DRC Ebola deaths reach 178 after record daily rise in cases
Health officials say confirmed Ebola cases in DR Congo have risen to 782 as conflict, weak tracing and patient escapes slow the response.
By James Whitfield · Staff Writer
2 min read
Confirmed Ebola cases in the Democratic Republic of the Congo have risen to 782, with 178 deaths, after the country reported its largest daily increase of the current outbreak. The surge is straining containment work in eastern DRC, where armed conflict, limited surveillance and patient escapes are hindering health teams, according to health officials.
The Ministry of Public Health said on Sunday that 72 new confirmed cases had been recorded in the previous 24 hours, along with 29 additional deaths. Officials said 40 patients have recovered, while the Bundibugyo strain involved in the outbreak has so far produced a death rate of 22.8 percent.
The outbreak is caused by the rare Bundibugyo Ebola virus strain, according to health authorities. Unlike the Zaire strain linked to the DRC’s previous 16 Ebola outbreaks, officials said there is no approved vaccine or treatment for Bundibugyo.
Tracing gaps widen
Contact tracing has fallen to 56.5 percent coverage, well below the 95 percent target, Health Ministry officials said. Doctors Without Borders, known by its French initials MSF, warned that “no one knows the true scale” of the outbreak because surveillance and testing remain too limited.
Jean Kaseya, director general of the Africa Centres for Disease Control and Prevention, said on Sunday that the agency would continue backing affected countries until transmission ends. He also urged partners and donors to provide resources for the response, according to Africa CDC.
The World Health Organization said it is increasing diagnostic testing and contact surveillance. MSF said, however, that a $21.5m funding shortfall is limiting response efforts.
Conflict complicates response
Ituri province in eastern DRC remains the centre of the outbreak, with nearly 95 percent of confirmed cases, according to health officials. The virus has also reached North Kivu and South Kivu provinces and has crossed into Uganda, officials said.
The outbreak is believed to have started in the Mongbwalu Health Zone in Ituri, an area tied to intensive mining activity, according to officials. Thousands of artisanal miners move regularly between informal mining sites across the mineral-rich region, creating transmission risks that are difficult for health teams to monitor, officials said.
Ituri is also facing a wider humanitarian crisis. Nearly one million residents have fled overlapping armed conflicts involving several groups, including the M23 rebel movement, which controls Goma, the capital of North Kivu province, according to reports cited by officials.
United Nations reports have documented massacres of more than 100 civilians in gold-rich Ituri villages as armed factions compete for control of mineral wealth. Health workers are trying to contain the outbreak in that setting, with insecurity limiting access to communities and weakening the basic tracking needed to stop transmission.
This story draws on original reporting from Al Jazeera.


**Work item:** Write down exactly what lies from the line containing "Detect mammal. Output" to the end of the records, inclusive, and omit the pictures.
>>>>>
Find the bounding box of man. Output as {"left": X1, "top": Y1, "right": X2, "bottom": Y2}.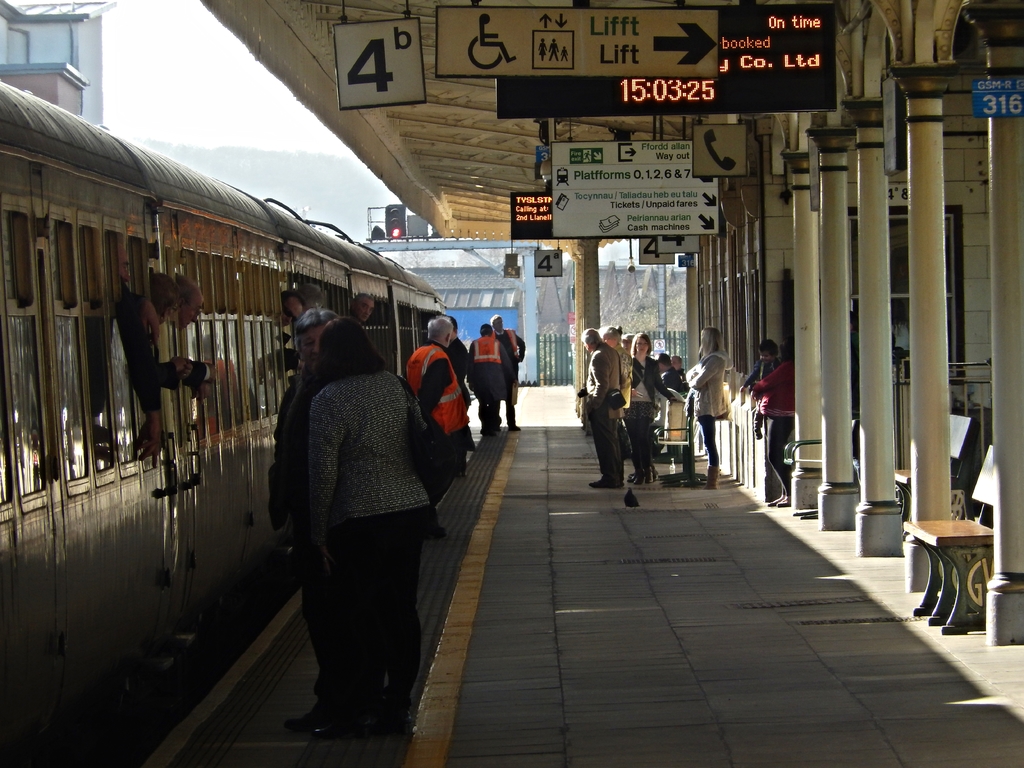
{"left": 493, "top": 310, "right": 526, "bottom": 429}.
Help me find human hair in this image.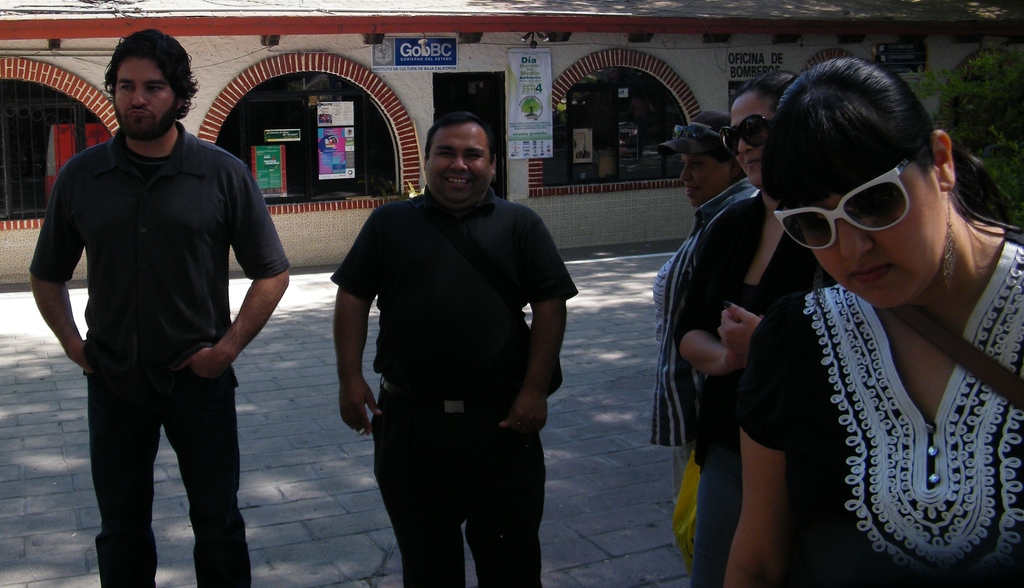
Found it: 762, 55, 942, 209.
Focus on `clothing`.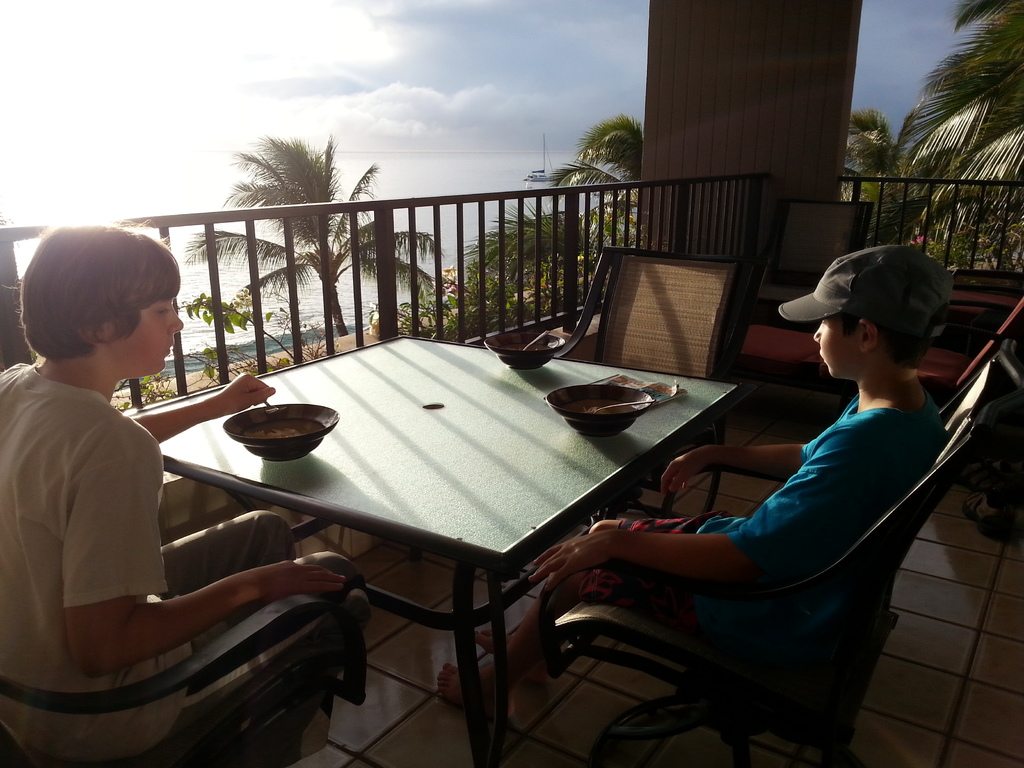
Focused at 0,362,367,767.
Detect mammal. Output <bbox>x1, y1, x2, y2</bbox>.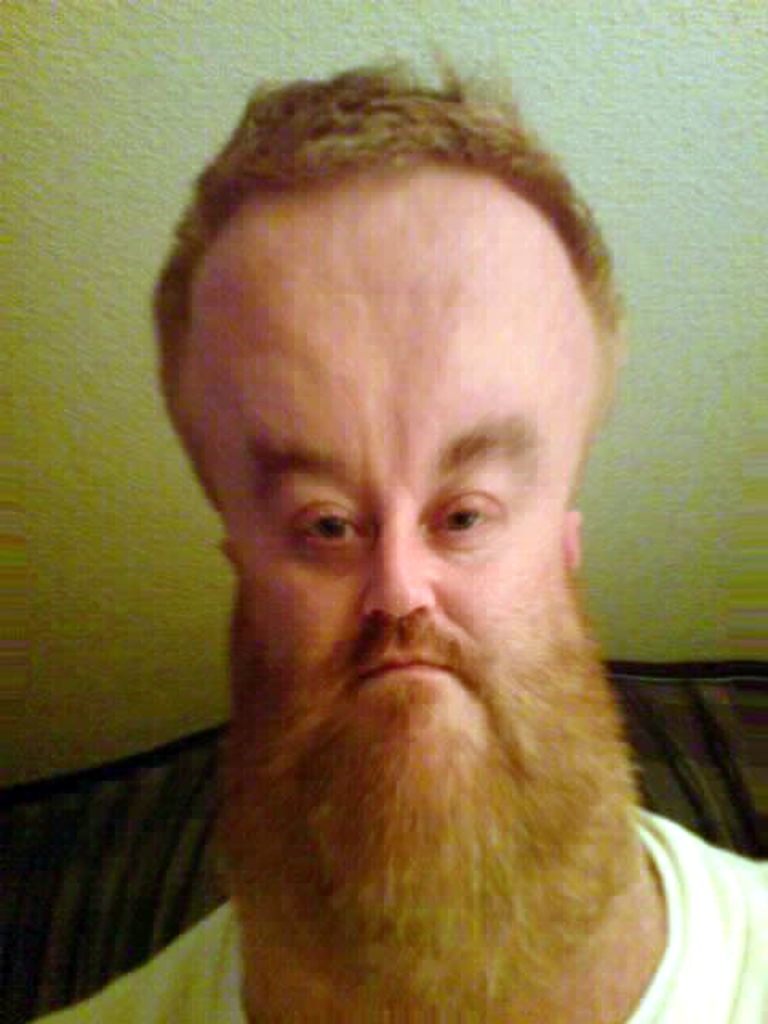
<bbox>128, 0, 726, 1023</bbox>.
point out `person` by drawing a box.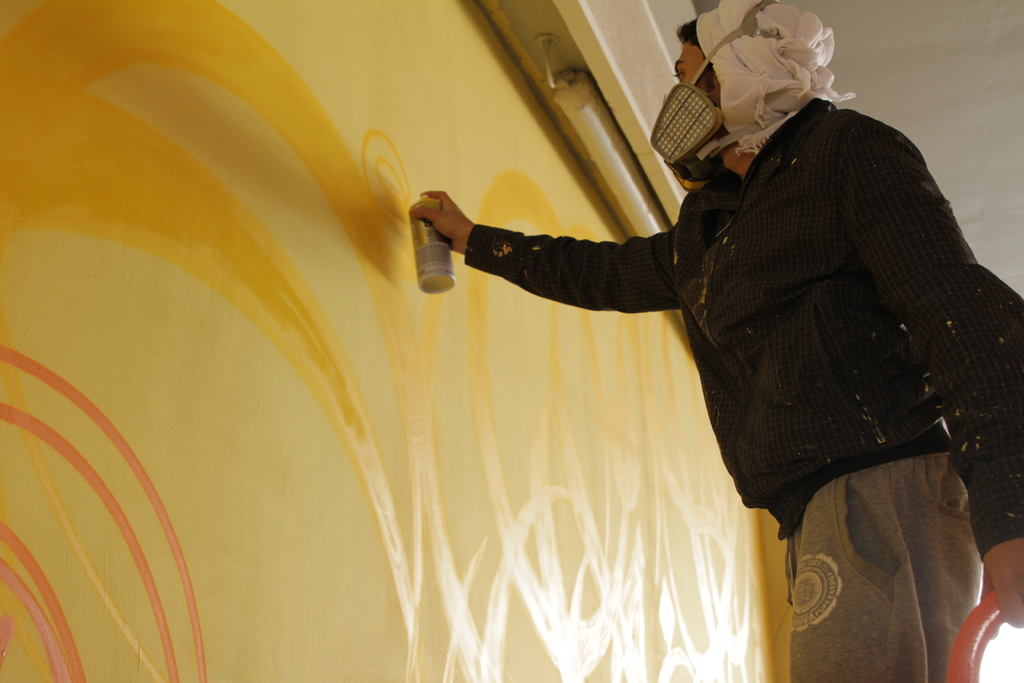
415,0,1020,680.
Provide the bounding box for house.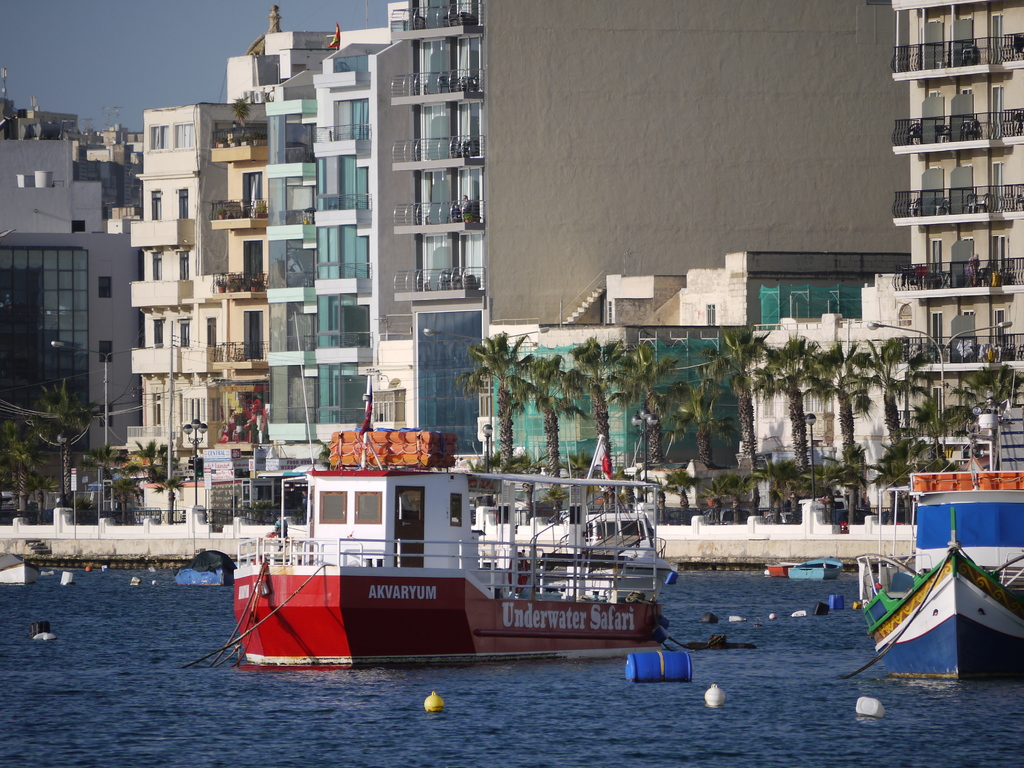
[left=887, top=0, right=1023, bottom=447].
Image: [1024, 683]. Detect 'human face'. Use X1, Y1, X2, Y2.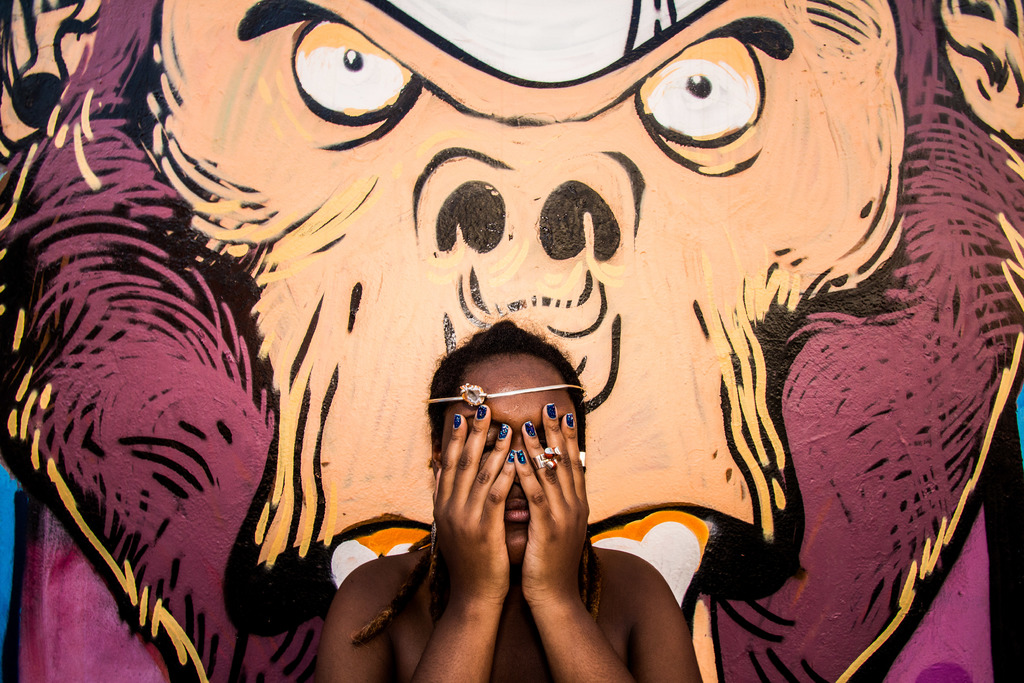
<<<<<
**Answer below:**
Detect mammal. Output <bbox>x1, y1, x2, y2</bbox>.
<bbox>128, 0, 726, 1023</bbox>.
point out `person` by drawing a box.
415,0,1020,680.
Provide the bounding box for house.
[left=887, top=0, right=1023, bottom=447].
Image: [1024, 683]. Detect 'human face'. Use X1, Y1, X2, Y2.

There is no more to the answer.